Fewer crews install stone-coated steel well than install shingles, so vetting matters. Onward runs every contractor through our verification process before they reach your shortlist, and you can browse screened crews on our vetted roofers page. Insist on both a manufacturer material warranty (30-50 years to lifetime) and a separate workmanship warranty from the installer.
Who stone-coated steel is best for
Stone-coated steel is the strongest pick when you want the look of tile or shake with far better storm performance and a fraction of the weight. It fits these owners best:
- Hail-belt homeowners (Texas, Colorado, Oklahoma) — the Class 4 rating resists hail that cracks tile and shreds asphalt, and often earns an insurance discount.

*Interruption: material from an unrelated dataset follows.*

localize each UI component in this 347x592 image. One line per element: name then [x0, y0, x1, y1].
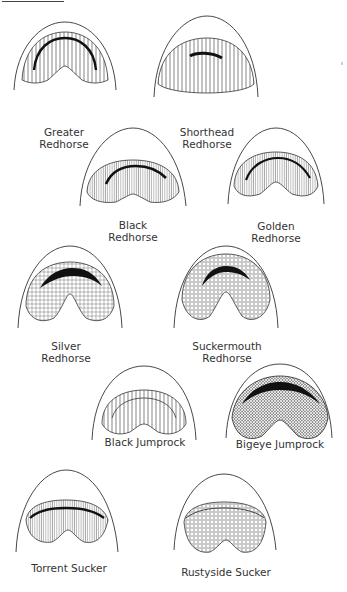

- Sun Belt and Florida owners — light weight, ENERGY STAR reflectivity, and Miami-Dade-approved wind ratings up to 180+ mph.
- Wildfire and WUI zones — Class A fire rating and non-combustible construction.
- Tile re-roofs — swaps failing clay or concrete tile without framing reinforcement.
- HOA and architectural-review neighborhoods — passes as tile or shake where bare metal won’t.
- Long-term owners — the 40-70 year life pays back over 15+ years.
It’s a weaker fit if you’re on a tight budget, plan to sell within a few years, or want the deep masonry texture only real clay or slate delivers. In those cases, asphalt or clay tile may serve you better.
The bottom line
Stone-coated steel roofing is the answer when you want a tile or shake look that can actually take a beating. You pay 2-3x more than asphalt — roughly $18,500-$31,000 on a typical 2,000 sq ft roof — but you get a 40-70 year roof with the highest Class 4 hail rating, 120-150 mph wind resistance, a Class A fire rating, and about one-sixth the weight of real tile. It’s the smart pick if you live in hail, hurricane, or wildfire country, want to re-roof over failing tile without reinforcing the structure, or need a metal roof that still passes the HOA. The main trade-offs are upfront cost, the need for a trained installer, and tougher repairs down the road.
Ready to see what a stone-coated steel roof would cost on your home? Get a free estimate and compare quotes from vetted local pros.